Where the bridge out at Woodley did stride,
 Wi’ his wide arches’ cool sheäded bow,
Up above the clear brook that did slide
 By the popples, befoam’d white as snow:
As the gilcups did quiver among
 The white deäisies, a-spread in a sheet.
There a quick-trippèn maïd come along,—
 Aye, a girl wi’ her light-steppèn veet.

An’ she cried “I do praÿ, is the road
 Out to Lincham on here, by the meäd?”
An’ “oh! ees,” I meäde answer, an’ show’d
 Her the way it would turn an’ would leäd:
“Goo along by the beech in the nook,
 Where the childern do plaÿ in the cool,
To the steppèn stwones over the brook,—
 Aye, the grey blocks o’ rock at the pool.”

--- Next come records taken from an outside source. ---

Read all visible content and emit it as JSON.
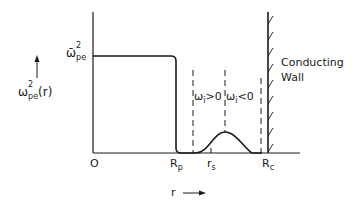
{
  "diagram": {
    "y_axis": {
      "label_symbol": "ω",
      "label_sub": "pe",
      "label_sup": "2",
      "label_arg": "(r)",
      "arrow": "up-arrow"
    },
    "x_axis": {
      "label": "r",
      "arrow": "right-arrow",
      "ticks": [
        {
          "main": "O",
          "sub": ""
        },
        {
          "main": "R",
          "sub": "p"
        },
        {
          "main": "r",
          "sub": "s"
        },
        {
          "main": "R",
          "sub": "c"
        }
      ]
    },
    "plateau_label": {
      "symbol": "ω̄",
      "sub": "pe",
      "sup": "2"
    },
    "regions": [
      {
        "symbol": "ω",
        "sub": "i",
        "relation": ">0"
      },
      {
        "symbol": "ω",
        "sub": "i",
        "relation": "<0"
      }
    ],
    "wall_label_line1": "Conducting",
    "wall_label_line2": "Wall",
    "colors": {
      "ink": "#1a1a1a",
      "background": "#ffffff"
    }
  }
}
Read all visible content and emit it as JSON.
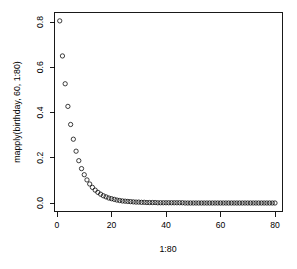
{
  "chart_data": {
    "type": "scatter",
    "title": "",
    "xlabel": "1:80",
    "ylabel": "mapply(birthday, 60, 1:80)",
    "xlim": [
      0,
      80
    ],
    "ylim": [
      0.0,
      0.82
    ],
    "grid": false,
    "legend": null,
    "point_style": "open-circle",
    "xticks": [
      0,
      20,
      40,
      60,
      80
    ],
    "xtick_labels": [
      "0",
      "20",
      "40",
      "60",
      "80"
    ],
    "yticks": [
      0.0,
      0.2,
      0.4,
      0.6,
      0.8
    ],
    "ytick_labels": [
      "0.0",
      "0.2",
      "0.4",
      "0.6",
      "0.8"
    ],
    "x": [
      1,
      2,
      3,
      4,
      5,
      6,
      7,
      8,
      9,
      10,
      11,
      12,
      13,
      14,
      15,
      16,
      17,
      18,
      19,
      20,
      21,
      22,
      23,
      24,
      25,
      26,
      27,
      28,
      29,
      30,
      31,
      32,
      33,
      34,
      35,
      36,
      37,
      38,
      39,
      40,
      41,
      42,
      43,
      44,
      45,
      46,
      47,
      48,
      49,
      50,
      51,
      52,
      53,
      54,
      55,
      56,
      57,
      58,
      59,
      60,
      61,
      62,
      63,
      64,
      65,
      66,
      67,
      68,
      69,
      70,
      71,
      72,
      73,
      74,
      75,
      76,
      77,
      78,
      79,
      80
    ],
    "y": [
      0.805,
      0.65,
      0.527,
      0.427,
      0.347,
      0.282,
      0.229,
      0.187,
      0.152,
      0.125,
      0.102,
      0.084,
      0.069,
      0.057,
      0.047,
      0.039,
      0.032,
      0.027,
      0.022,
      0.019,
      0.016,
      0.013,
      0.011,
      0.009,
      0.008,
      0.007,
      0.006,
      0.005,
      0.004,
      0.004,
      0.003,
      0.003,
      0.002,
      0.002,
      0.002,
      0.002,
      0.001,
      0.001,
      0.001,
      0.001,
      0.001,
      0.001,
      0.001,
      0.001,
      0.001,
      0.001,
      0.0,
      0.0,
      0.0,
      0.0,
      0.0,
      0.0,
      0.0,
      0.0,
      0.0,
      0.0,
      0.0,
      0.0,
      0.0,
      0.0,
      0.0,
      0.0,
      0.0,
      0.0,
      0.0,
      0.0,
      0.0,
      0.0,
      0.0,
      0.0,
      0.0,
      0.0,
      0.0,
      0.0,
      0.0,
      0.0,
      0.0,
      0.0,
      0.0,
      0.0
    ]
  },
  "plot": {
    "background_color": "#ffffff",
    "foreground_color": "#000000"
  }
}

“Then you don’t seem a-born an’ a-bred,”
 I spoke up, “at a place here about;”
An’ she answer’d wi’ cheäks up so red
 As a pi’ny but leäte a-come out,
“No, I liv’d wi’ my uncle that died
 Back in Eäpril, an’ now I’m a-come
Here to Ham, to my mother, to bide,—
 Aye, to her house to vind a new hwome,”

I’m asheämed that I wanted to know
 Any mwore of her childhood or life,
But then, why should so feäir a child grow
 Where noo father did bide wi’ his wife;
Then wi’ blushes of zunrisèn morn,
 She replied “that it midden be known,
“Oh! they zent me awaÿ to be born,—[1]
 Aye, they hid me when zome would be shown.”

Oh! it meäde me a’most teary-ey’d,
 An’ I vound I a’most could ha’ groan’d—
What! so winnèn, an’ still cast a-zide—
 What! so lovely, an’ not to be own’d;
Oh! a God-gift a-treated wi’ scorn,
 Oh! a child that a squier should own;
An’ to zend her awaÿ to be born!—
 Aye, to hide her where others be shown!

  1. Words once spoken to the writer.